But there was nothing to be done; if any one claimed a fight, by all the rules and traditions of Dawson’s he must have it. But that Westcott, a new boy and in the bottom form should challenge Comber! Slowly, and as it were against their will, hearts beat a little faster, faces brightened. Of course Westcott would be most hopelessly beaten, but might not this prove the beginning of the end of their tyrant?

  Meanwhile, Comber between his teeth: “All right, you young devil, I’ll give you such a hiding as you damned well won’t forget. Then we’ll treat you properly afterwards.”

  A ring was made, and there was silence, so that the prefects might not be attracted, because fighting in the Lower School was forbidden. Coats were taken off and Peter faced Comber with the sensation of attacking a mountain. Peter knew nothing about fighting at all, but Comber had long subsisted on an easy reputation and he was a coward at heart. There swung into Peter’s brain the picture of The Bending Mule, the crowding faces, the swinging lamp, Stephen with the sledge-hammer blow...it was the first time for weeks that he had thought of Treliss.

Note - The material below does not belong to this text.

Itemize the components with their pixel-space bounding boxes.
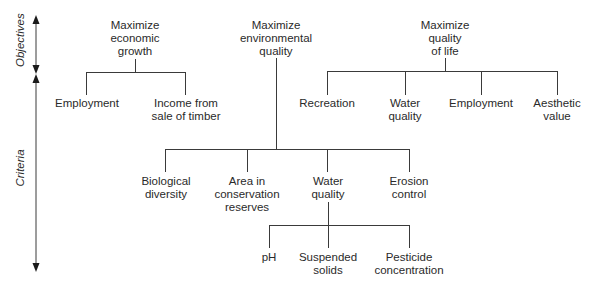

  He was indifferent — he did not care; things could not be worse, and he did not mind what happened to him, and Comber minded very much indeed, and he had not been hit in the face for a long time. His arms went round like windmills, and the things that he would like to have done were to pull Peter’s hair from its roots and to bite him on the arm. As the fight proceeded and he knew that his face was bleeding and that the end of his nose had no sensation in it at all he kicked with his feet and was conscious of cries that he was not playing the game. Infuriated that his recent supporters should so easily desert him, he now flung himself upon Peter, who at once gave way beneath the bigger boy’s weight. Comber then began to bite and tear and scratch, uttering shrill screams of rage and kicking on the floor with his feet. He was at once pulled away, assured by those dearest friends who had so recently and merrily assisted him in his “rags” that he was not playing the game and was no sportsman. He was moreover a ludicrous sight, his trousers being torn, one blue-black eye staring from a confused outline of dust and blood, his hair amazingly on end.